The better thing to do is to recognize when you and another person’s experience of reality does not overlap enough.

So many victims of abuse are arguing with the abuser over what is reality, when what is actually happening is that they cannot tolerate reality. The abuser cannot control reality but they can force or coerce you into pretending their fantasy is real: it’s The Emperor Has No Clothes.

A person who is actually caring about you cares about your feelings, your perspective, and creates space for you both in the relationship.

Abusers make you ‘pledge allegiance’ to them or to ‘love’ or something, whereas healthy people understand that we are all individuals even when we are in relationship with each other.

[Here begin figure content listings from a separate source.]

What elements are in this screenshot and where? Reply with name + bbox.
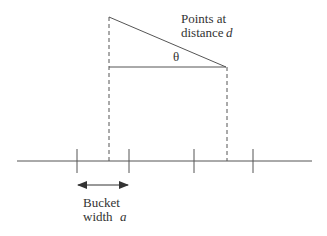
points-label-line1: Points at: [181, 11, 227, 26]
bucket-label-line2: width: [83, 209, 113, 224]
bucket-label-line1: Bucket: [83, 195, 120, 210]
width-variable-a: a: [120, 209, 127, 224]
bucket-projection-diagram: Points at distance d θ Bucket width a: [0, 0, 327, 236]
distance-variable-d: d: [226, 25, 233, 40]
angle-theta-label: θ: [173, 49, 179, 64]
points-label-line2: distance: [181, 25, 224, 40]
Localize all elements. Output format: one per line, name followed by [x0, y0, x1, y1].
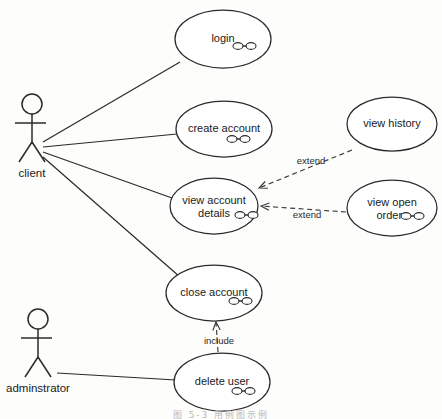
- dependency-extend-view-open-orders: extend: [261, 203, 346, 220]
- actor-label: client: [19, 167, 47, 179]
- dependency-label: include: [204, 335, 234, 346]
- association-client-create: [43, 134, 177, 147]
- actor-administrator[interactable]: adminstrator: [6, 309, 70, 394]
- actor-label: adminstrator: [6, 382, 70, 394]
- use-case-label-line2: details: [198, 207, 230, 219]
- actor-nodes-group: clientadminstrator: [6, 94, 70, 394]
- actor-head: [28, 309, 48, 329]
- use-case-login[interactable]: login: [175, 10, 271, 68]
- association-lines-group: [43, 62, 180, 380]
- use-case-view_open[interactable]: view openorders: [347, 180, 437, 236]
- actor-head: [22, 94, 42, 114]
- actor-leg-left: [19, 142, 32, 162]
- uml-diagram-svg: extendextendinclude logincreate accountv…: [0, 0, 442, 419]
- use-case-label: close account: [180, 286, 247, 298]
- actor-client[interactable]: client: [15, 94, 46, 179]
- use-case-label: view history: [363, 117, 421, 129]
- use-case-label: create account: [188, 122, 260, 134]
- association-client-view-account: [43, 152, 172, 198]
- association-admin-delete-user: [57, 373, 176, 380]
- use-case-label: delete user: [195, 375, 250, 387]
- use-case-label: view open: [367, 196, 417, 208]
- actor-leg-right: [38, 357, 51, 377]
- use-case-ellipse[interactable]: [170, 178, 258, 234]
- use-case-ellipse[interactable]: [347, 180, 437, 236]
- dependency-include-delete-user: include: [204, 322, 234, 352]
- actor-leg-left: [25, 357, 38, 377]
- use-case-label: view account: [182, 194, 246, 206]
- dependency-label: extend: [297, 155, 326, 166]
- association-client-close-account: [43, 157, 180, 277]
- use-case-diagram-canvas: extendextendinclude logincreate accountv…: [0, 0, 442, 419]
- dependency-label: extend: [293, 209, 322, 220]
- use-case-view_account[interactable]: view accountdetails: [170, 178, 258, 234]
- figure-caption: 图 5-3 用例图示例: [0, 408, 442, 419]
- use-case-create_account[interactable]: create account: [176, 101, 272, 157]
- dependency-extend-view-history: extend: [259, 150, 352, 188]
- association-client-login: [43, 62, 180, 142]
- use-case-view_history[interactable]: view history: [347, 97, 437, 151]
- use-case-label: login: [211, 32, 234, 44]
- use-case-close_account[interactable]: close account: [166, 265, 262, 321]
- use-case-delete_user[interactable]: delete user: [174, 353, 270, 411]
- dependency-arrowhead: [259, 181, 268, 188]
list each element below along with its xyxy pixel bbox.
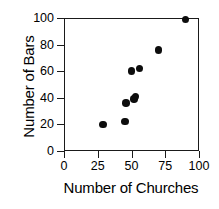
- y-axis-tick-label: 0: [24, 145, 54, 157]
- x-axis-tick-label: 100: [179, 160, 219, 173]
- y-axis-tick-label-wrap: 40: [22, 92, 54, 104]
- y-axis-title: Number of Bars: [20, 7, 37, 167]
- y-axis-tick-mark: [57, 124, 64, 125]
- y-axis-tick-label: 40: [24, 92, 54, 104]
- y-axis-tick-label: 20: [24, 118, 54, 130]
- y-axis-tick-mark: [57, 71, 64, 72]
- y-axis-tick-label-wrap: 60: [22, 65, 54, 77]
- y-axis-tick-mark: [57, 45, 64, 46]
- y-axis-tick-label-wrap: 0: [22, 145, 54, 157]
- y-axis-tick-label-wrap: 20: [22, 118, 54, 130]
- x-axis-tick-mark: [165, 151, 166, 158]
- x-axis-tick-mark: [199, 151, 200, 158]
- y-axis-tick-label: 60: [24, 65, 54, 77]
- y-axis-tick-label-wrap: 100: [22, 12, 54, 24]
- scatter-plot-figure: Number of Bars 020406080100 0255075100 N…: [0, 0, 219, 209]
- y-axis-tick-mark: [57, 98, 64, 99]
- y-axis-tick-label-wrap: 80: [22, 39, 54, 51]
- y-axis-tick-mark: [57, 18, 64, 19]
- x-axis-tick-mark: [98, 151, 99, 158]
- plot-area-frame: [64, 18, 199, 151]
- x-axis-tick-mark: [132, 151, 133, 158]
- y-axis-tick-mark: [57, 151, 64, 152]
- y-axis-tick-label: 100: [24, 12, 54, 24]
- x-axis-tick-mark: [64, 151, 65, 158]
- y-axis-tick-label: 80: [24, 39, 54, 51]
- x-axis-tick-label-wrap: 100: [179, 160, 219, 173]
- x-axis-title: Number of Churches: [46, 179, 216, 196]
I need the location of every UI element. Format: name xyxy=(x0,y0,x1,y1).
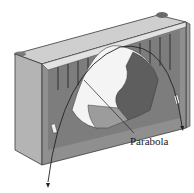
top-knob-right xyxy=(156,12,168,18)
parabola-label: Parabola xyxy=(130,135,169,147)
block-right-face xyxy=(186,22,190,128)
block-left-face xyxy=(15,54,42,165)
parabolic-arch-figure: Parabola xyxy=(0,0,194,193)
parabola-arrow-left-icon xyxy=(46,183,50,188)
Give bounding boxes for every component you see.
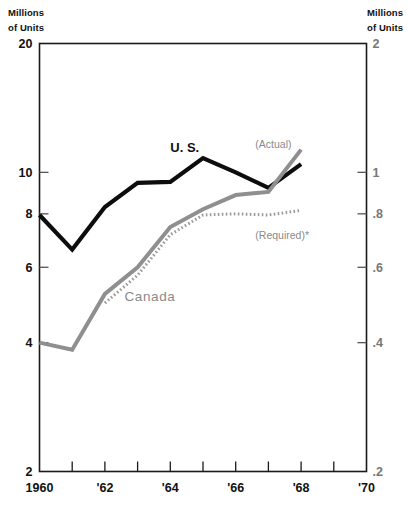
x-tick-label: '64 bbox=[162, 481, 179, 495]
right-axis-title-line1: Millions bbox=[367, 7, 403, 18]
left-axis-title-line1: Millions bbox=[8, 7, 44, 18]
annotation-actual: (Actual) bbox=[255, 138, 291, 150]
right-tick-label: 1 bbox=[373, 166, 380, 180]
x-tick-label: '66 bbox=[227, 481, 244, 495]
left-tick-label: 4 bbox=[26, 336, 33, 350]
annotation-required: (Required)* bbox=[255, 229, 309, 241]
right-tick-label: .2 bbox=[373, 465, 383, 479]
annotation-u-s: U. S. bbox=[170, 140, 199, 155]
right-axis-title-line2: of Units bbox=[367, 22, 403, 33]
left-tick-label: 6 bbox=[26, 261, 33, 275]
annotation-canada: Canada bbox=[125, 289, 176, 304]
x-tick-label: '62 bbox=[96, 481, 113, 495]
x-tick-label: 1960 bbox=[26, 481, 54, 495]
plot-frame bbox=[40, 44, 367, 472]
chart-container: Millions of Units Millions of Units 2010… bbox=[0, 0, 408, 512]
left-axis-title-line2: of Units bbox=[8, 22, 44, 33]
line-chart: Millions of Units Millions of Units 2010… bbox=[0, 0, 408, 512]
x-tick-label: '68 bbox=[293, 481, 310, 495]
right-tick-label: .8 bbox=[373, 207, 383, 221]
left-axis-ticks: 20108642 bbox=[19, 37, 49, 479]
left-tick-label: 20 bbox=[19, 37, 33, 51]
x-tick-label: '70 bbox=[358, 481, 375, 495]
left-tick-label: 2 bbox=[26, 465, 33, 479]
data-series-group bbox=[40, 150, 302, 350]
left-tick-label: 10 bbox=[19, 166, 33, 180]
right-tick-label: .4 bbox=[373, 336, 383, 350]
right-tick-label: .6 bbox=[373, 261, 383, 275]
right-axis-ticks: 21.8.6.4.2 bbox=[358, 37, 383, 479]
x-axis-ticks: 1960'62'64'66'68'70 bbox=[26, 462, 375, 495]
left-tick-label: 8 bbox=[26, 207, 33, 221]
right-tick-label: 2 bbox=[373, 37, 380, 51]
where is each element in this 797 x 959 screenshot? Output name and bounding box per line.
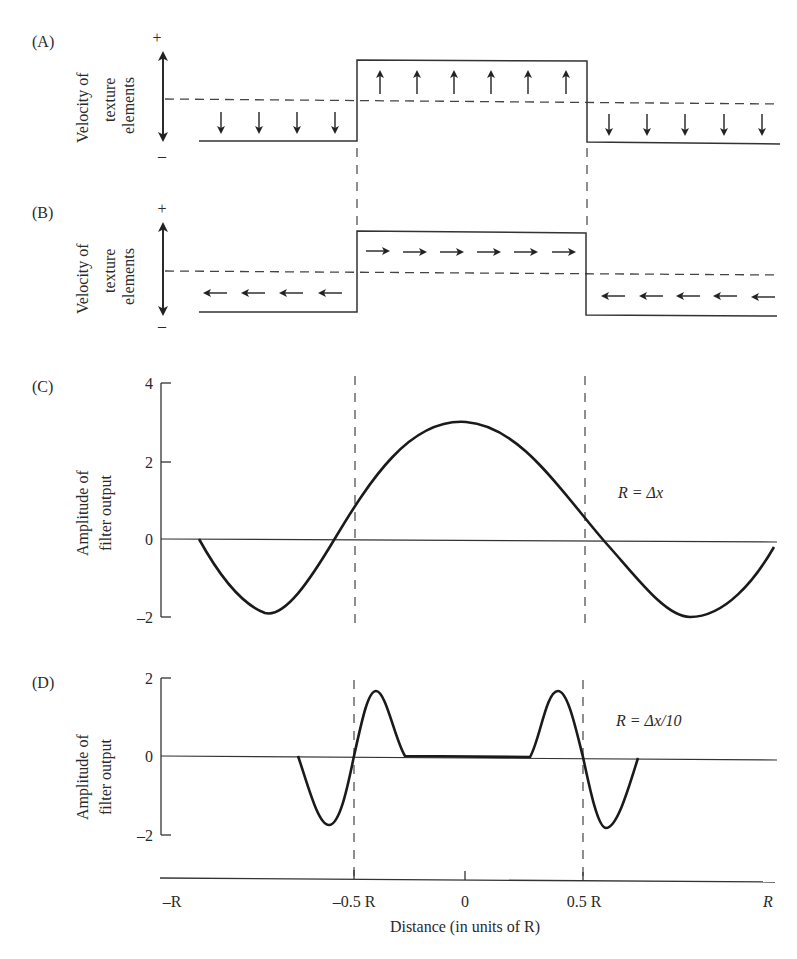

The key thing about this ‘subtype’ of abuser is how they weaponize the healthy relationship paradigm at you.

They aren’t working together with you, they are using relationship and abuse tools as a cover to seem like the ‘healthy’ person over you. When in reality, a healthy person – when presented with an unsafe person – would distance themselves, and a healthy person doesn’t seek to dominate others.

Narcissistic people are often a lot of fun in a group setting

One thing that was a surprise to me was learning how much people overlook assholes and bad behavior because they want to keep having fun and keep the group intact.

Incidents where ‘friends’ in the group side with someone who harmed you lets you know who is a friend and who is an acquaintance. I didn’t really understand that, I had a binary approach to people: friend/not friend. And people will call you a friend when really you’re just friendly acquaintances.

So when a ‘friend’ doesn’t treat you like a friend, it’s like “AH, okay, this is just someone who is friend-shaped because we have fun together in a group.” The group is the relationship.

I’ve always loved this from u/smcf33:

“The things about groups of all kinds is that their primary goal is usually continuing their own existence.”